90. Subsets II
Quick Identifier
- Topic: backtracking
- Pattern: DFS / Backtracking
- Difficulty: Medium
- Companies: Amazon, Google, Microsoft, Meta, Apple
- Frequency: High
- LeetCode: 90
Quick Sights
- Time Complexity:
O(2^n)from the optimal approach. - Space Complexity:
O(recursion depth)excluding the final output unless stated. - Core Mechanism: Given
numsthat may contain duplicates, return all unique subsets. The list must not contain duplicate subsets.
Concept Explanation
Given nums that may contain duplicates, return all unique subsets. The list must not contain duplicate subsets.
State the invariant before coding: what partial result is already correct, what work remains, and what value or state each recursive/iterative step must preserve.
Recognition cues:
- Same as subsets but duplicates in input
- Sort first, then at each tree level skip
nums[index] == nums[index-1]whenindex > start
Study Pattern (SDE3+)
- 0-3 min: restate I/O and brittle edges aloud, then verbalize two approaches with time/space before you touch the keyboard.
- Implementation pass: one-line invariant above the tight loop; state what progress you make each iteration.
- 5 min extension: pick one constraint twist (immutable input, stream, bounded memory, parallel readers) and explain what in your solution breaks without a refactor.
Diagram
This diagram shows the algorithm movement for this problem family.
Approaches
- Set hash of tuple — works, heavier memory.
- Optimal — sort + skip rule in DFS —
O(2^n)with dedupe.
Optimal Solution
Go
import "sort"
func subsetsWithDup(nums []int) [][]int {
sort.Ints(nums)
result := [][]int{}
path := make([]int, 0, len(nums))
var dfs func(start int)
dfs = func(start int) {
copied := make([]int, len(path))
copy(copied, path)
result = append(result, copied)
for index := start; index < len(nums); index++ {
if index > start && nums[index] == nums[index-1] {
continue
}
path = append(path, nums[index])
dfs(index + 1)
path = path[:len(path)-1]
}
}
dfs(0)
return result
}JavaScript
function subsetsWithDup(nums) {
nums.sort((left, right) => left - right);
const result = [];
const path = [];
function dfs(startIndex) {
result.push([...path]);
for (let index = startIndex; index < nums.length; index += 1) {
if (index > startIndex && nums[index] === nums[index - 1]) {
continue;
}
path.push(nums[index]);
dfs(index + 1);
path.pop();
}
}
dfs(0);
return result;
}Walkthrough
[1,2,2]. Subsets: [],[1],[2],[1,2],[2,2],[1,2,2]. Skipping second 2 at wrong level would drop valid [2,2], but at same start the rule keeps unique tree branches.
Invariant: Duplicates are only expanded the first time at a given recursion depth from start.
Edge Cases
- All same value
- Length 1
Pitfalls
- Skipping when
index == start— would remove valid repeated values in the path (useindex > startfor same-level dedupe)
Similar Problems
- 78. Subsets — no duplicates
- 40. Combination Sum II — same “sort + skip” dedupe
Variants
- Count unique subsets only — meet-in-the-middle with care
Mind-Map Tags
#backtracking #subsets #dedupe #sort #dfs
Mark this page when you finish learning it.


Exercise description -
For each entry, output its words exactly and leave any picture behind.

Stored data -

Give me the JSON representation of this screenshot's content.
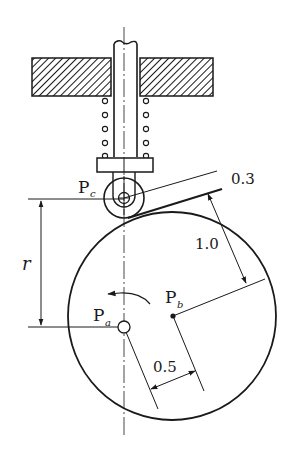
{
  "diagram": {
    "type": "cam-follower mechanism",
    "labels": {
      "pc_main": "P",
      "pc_sub": "c",
      "pa_main": "P",
      "pa_sub": "a",
      "pb_main": "P",
      "pb_sub": "b",
      "radius": "r",
      "dim_offset": "0.3",
      "dim_distance": "1.0",
      "dim_eccentric": "0.5"
    },
    "components": [
      "follower-rod",
      "fixed-guide-hatched",
      "compression-spring",
      "follower-flange",
      "roller",
      "eccentric-circular-cam",
      "rotation-arrow",
      "centerline"
    ],
    "colors": {
      "stroke": "#1a1a1a",
      "background": "#ffffff"
    }
  }
}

Solution to the problem -
Give me the JSON representation of this screenshot's content.
{
  "diagram": {
    "type": "cam-follower mechanism",
    "labels": {
      "pc_main": "P",
      "pc_sub": "c",
      "pa_main": "P",
      "pa_sub": "a",
      "pb_main": "P",
      "pb_sub": "b",
      "radius": "r",
      "dim_offset": "0.3",
      "dim_distance": "1.0",
      "dim_eccentric": "0.5"
    },
    "components": [
      "follower-rod",
      "fixed-guide-hatched",
      "compression-spring",
      "follower-flange",
      "roller",
      "eccentric-circular-cam",
      "rotation-arrow",
      "centerline"
    ],
    "colors": {
      "stroke": "#1a1a1a",
      "background": "#ffffff"
    }
  }
}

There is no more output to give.